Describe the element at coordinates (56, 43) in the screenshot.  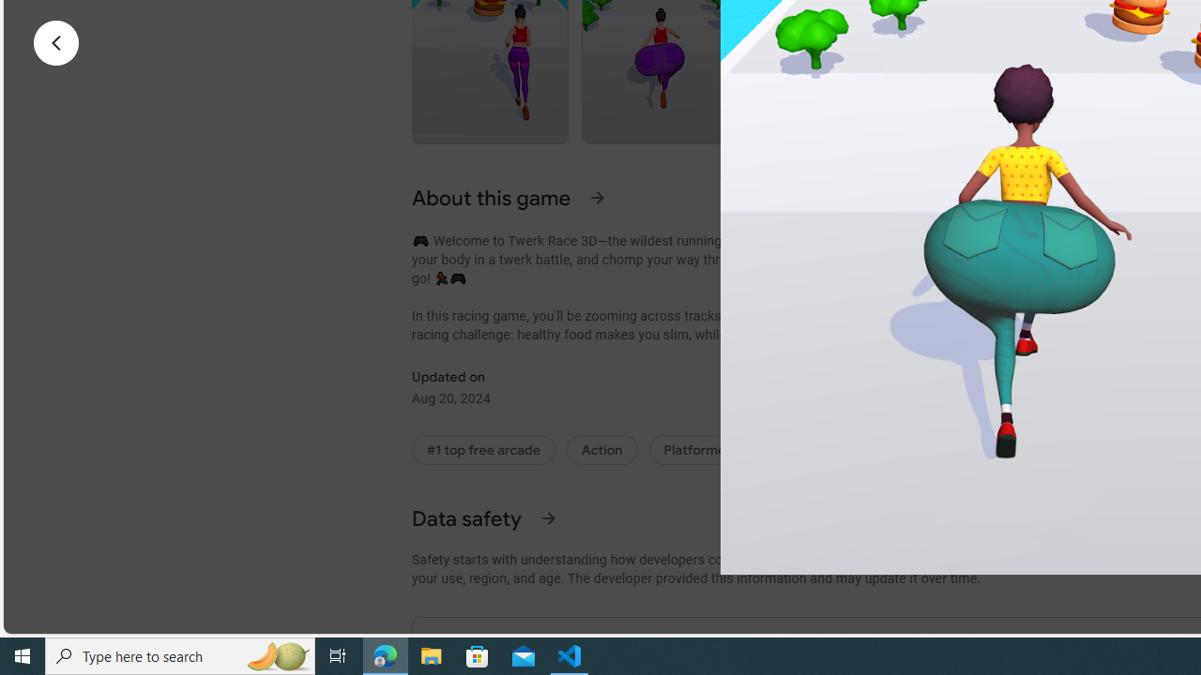
I see `Previous` at that location.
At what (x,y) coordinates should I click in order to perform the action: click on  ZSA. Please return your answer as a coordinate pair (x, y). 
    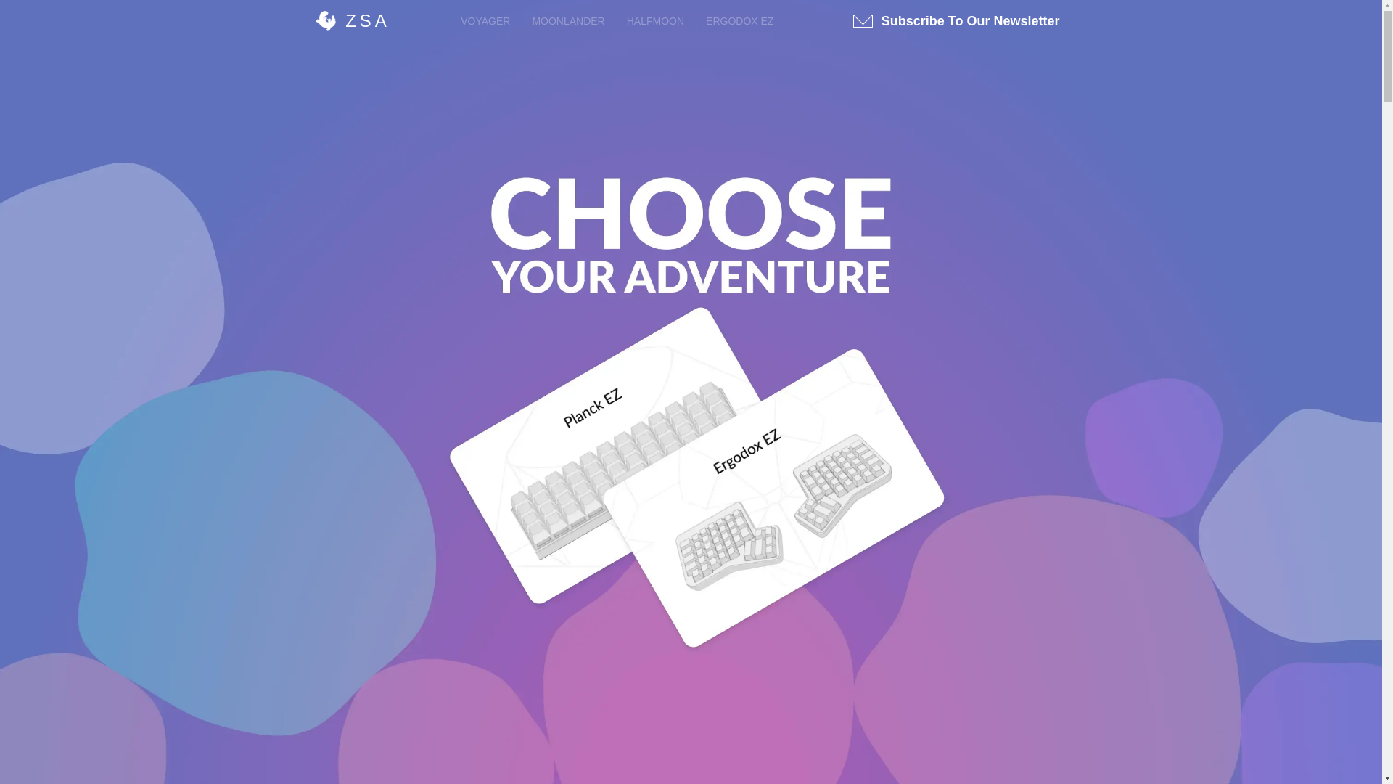
    Looking at the image, I should click on (351, 21).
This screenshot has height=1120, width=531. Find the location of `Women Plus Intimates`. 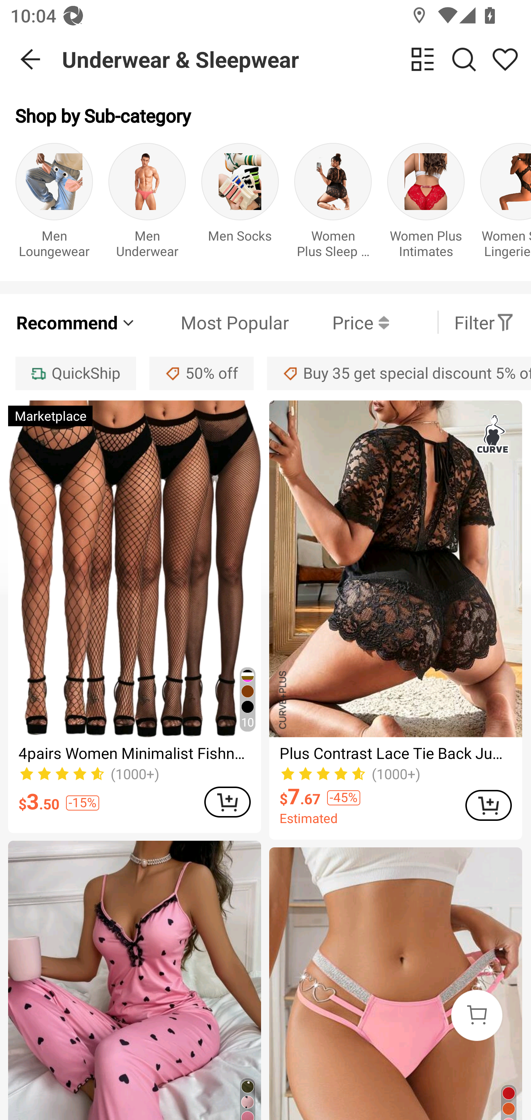

Women Plus Intimates is located at coordinates (425, 204).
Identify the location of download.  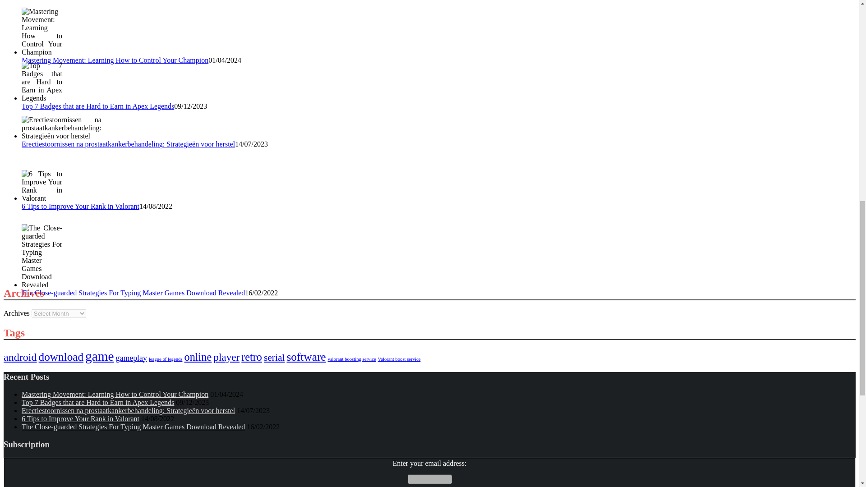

• • • • • • •

◆ WHAT NEEDS TO BE DONE ◆
For this exercise, write the listing out again exactly, excluding all images.

◆ EXERCISE SOLUTION ◆
Describe the element at coordinates (56, 43) in the screenshot.  
I see `Previous` at that location.
At what (x,y) coordinates should I click in order to perform the action: click on  ZSA. Please return your answer as a coordinate pair (x, y). 
    Looking at the image, I should click on (351, 21).
This screenshot has height=1120, width=531. Find the location of `Women Plus Intimates`. 

Women Plus Intimates is located at coordinates (425, 204).
Identify the location of download.  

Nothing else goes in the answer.